Skip to main content

At Songs Fine Asian: A Taos Story

Look. I don’t know why I kept going to Asian places.

Only place in the whole town, practically, that didn’t have the baby blue doors. I think it was a city ordinance. Or whatever you call it when it’s just a town. Maybe that’s why…

The sign read “Songs Fine Asian” in red stencil. The thing was no bigger than my sixth grade science-fair poster. Down below, they’d painted “Cuisine”. It had Asian characters, too, but I didn’t know them.

First this sushi chef greeted me, like at real restaurants. And this time I wasn’t the only customer. This bearded guy at a booth, eating with one hand in his lap the whole time, he had a jacket on and this smile. There before I got there and after I left. One of those. And there was a couple.

Quiet, soft Asian music playing in the background, you know, all pentatonic, but westernized.

The miso didn’t look like any miso I’ve ever seen. But I still drank it. I drank it holding the bowl to my lips, for the benefit of my waiter.

But I didn’t drink all of it, you know, for the benefit of my waiter. The wasabi looked off, too. Not that I’d know. My point is, once again, no chopsticks on the table.

“Where’s your washroom?” said the couple woman. She had tall boots and tight jeans.

“‘s over dere,” said my waiter. He was wearing tight jeans, too. But it was the ‘washroom’ thing. That’s why I mention it.

“‘s comin,” said my waiter when he took away my soup.

“Thanks,” I said. I wish I weren’t so ingratiating.

I think it was a family business thing, because there was this guy who looked just like my waiter, except older, with a limp and an orange jacket.

Everyone wears jackets here, all the time, I’m telling you. I mean, after that, six of them came out of the kitchen, to eat lunch. I guess I’m eating lunch late lately. But all of them, jackets. Except my waiter.

One of them said something in Asian and pointed at this famous photograph on the wall. You know, the famous one with all the people sitting on the I-beam in the sky, eating lunch. I wondered how many times they’d talked about that. The crazy thing was, was that just then, one of them took a picture of it. I mean. Probably just testing his camera, though.

“Best sushi I’ve had in a while,” said the couple when they left. Either that or “First sushi I’ve had in a while.”

“Sank you,” said my waiter.

The reason I bring it up at all is when I was leaving. They had this dusty old and cracking “Opening Soon” sign stuck behind the back porch. That and a ‘Power hoop’ basketball hoop. The whole family probably lived above the place. But it made me think, that sign. Just makes you think, is all.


### PROMPT
Everything in the records should be repeated exactly, down to the last character.

**** DATA FOR ANALYSIS ****

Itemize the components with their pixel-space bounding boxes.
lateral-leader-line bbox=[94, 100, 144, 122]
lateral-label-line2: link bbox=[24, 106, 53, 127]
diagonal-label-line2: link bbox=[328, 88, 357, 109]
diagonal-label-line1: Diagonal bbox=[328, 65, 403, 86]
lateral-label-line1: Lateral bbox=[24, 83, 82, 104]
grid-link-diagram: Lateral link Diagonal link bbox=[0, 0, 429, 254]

****

### ANSWER FOR THE TASK
Itemize the components with their pixel-space bounding boxes.
lateral-leader-line bbox=[94, 100, 144, 122]
lateral-label-line2: link bbox=[24, 106, 53, 127]
diagonal-label-line2: link bbox=[328, 88, 357, 109]
diagonal-label-line1: Diagonal bbox=[328, 65, 403, 86]
lateral-label-line1: Lateral bbox=[24, 83, 82, 104]
grid-link-diagram: Lateral link Diagonal link bbox=[0, 0, 429, 254]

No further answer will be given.